Postscript to a Tale of Rabbinic Wisdom
Quite a number of readers voiced surprise at my earlier piece that that a get could be valid despite the husband’s obvious expectation of a payoff that never came. (Because they overlapped, we only published one or two of those comments.) I responded to one earlier by stating that halacha (and other legal systems) often demand that conditions need to be explicitly stipulated, rather than left to be assumed. Halacha provides a mechanism for stipulating conditions to an agreement, and that mechanism is expected to be used. While sometimes a person’s mindset is so clear that it can be widely assumed by others and attain legal standing, this is not usually so. Even where it is, part of the procedure in writing a get is having the husband renounce any and all conditions he may have stipulated.

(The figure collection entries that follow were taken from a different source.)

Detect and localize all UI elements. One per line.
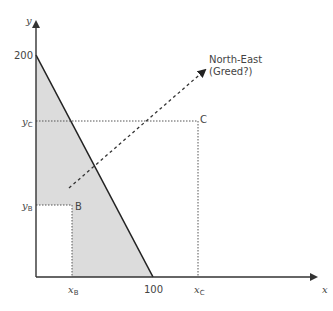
point-b-label: B xyxy=(75,201,82,212)
greed-label: (Greed?) xyxy=(209,66,253,77)
point-c-label: C xyxy=(200,114,207,125)
north-east-label: North-East xyxy=(209,54,262,65)
xc-label: xC xyxy=(194,284,205,297)
x-intercept-label: 100 xyxy=(144,284,163,295)
y-axis-label: y xyxy=(25,15,32,26)
diagram-canvas: y x 200 100 yC yB xB xC B C North-East (… xyxy=(0,0,333,311)
yc-label: yC xyxy=(21,116,33,129)
x-axis-label: x xyxy=(322,284,328,295)
y-intercept-label: 200 xyxy=(14,50,33,61)
yb-label: yB xyxy=(21,200,33,213)
xb-label: xB xyxy=(68,284,79,297)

I thought that the matter ended there, until I received a comment from an important talmid chacham, Rabbi Shmuel Chaim Gurwitz, a dayan of the Bais Yosef beis din in Brooklyn. He pointed to a dispute between the Chochmas Adam (Sha’ar Beis HaNashim #32, cited by Pischei Teshuva YD 134:1) and Shut Ayn Yitzchok (R. Yitzchok Elchonon Spector) vol.2 #40. It is quite possible that my explanation was insufficient, and that the mesader haget in the story was aware of other factors that allowed for the use of the subterfuge.
Rav Yitzchok Elchonon essentially argues that all my reasoning is insufficient, because monies offered to a husband unwilling to write a get amount to the purchase price of the commodity. It is clear from a mishnah in Kiddushin 8A that if a woman is handed an envelope and told “Here is $100 as your kiddushin,” that the kiddushin is invalid if the contents of the envelope amount to less than $100. We do not treat the kiddushin as valid and make the husband pay off the shortfall. The kiddushin is entirely contingent upon receiving the payment that was promised. R Yitzchok Elchonon claims that this is similar to what applies to typical purchases. The expectation of the agreed upon payment is crucial to the da’as of the seller. Without it, there is no sale. The same reasoning applies to a husband who is reluctant to write a get, whose willingness has to be “purchased” for an agreed upon sum. Moreover, it is understood that when the husband agrees to renounce all conditions, etc. that he may have attached to the granting of the get (this is part of the standard procedure in any get), that he does so only because the mesader tells him that such renunciation is part of the get procedure, and going along with it is also part of the “purchase.” His da’as is on the payment; absent full payment, and there is no daas. No daas, no get.
There are several ways to account for our story. The mesader may simply have disagreed with R Yitzchok Elchonon, and held like the Chochmas Adam. (It should be pointed out that the Chochmas Adam himself is lenient only after the fact, as a bedieved. Common, accepted practice is to insure that no room is left for even a spurious claim of unfulfilled contingency. See Ramo Even Ha-Ezer 154:81.) Alternatively, even R Yitzchok Elchonon holds that the equation changes when a husband is legally obligated to give the get and could be forced to give one by a beis din. The mesader in our story may have held like Rabbenu Yerucham, R Chaim Pelagi and others, that once a husband freely admits that he has no further interest in maintaining the marriage, he is fully obligated to give a get, and can even be forced to do so. (There is a full literature showing that this approach is used in the rabbinic courts in Israel. On the other hand, having raised this as a possibility, R Yitzchok Elchonon at the end of the teshuvah is inclined to reject it.)
Then again, there may have been some other factor altogether that we do not know about, and that is lost to history.
Rabbi Gurwitz’s point is well taken in any event. Rabbi Berman z”l knew what he was doing, but others should not try this at home. The strategy should not be implemented by others without spending some quality time examining the sugya. A get given with shaky halachic basis can be more troublesome than no get at all.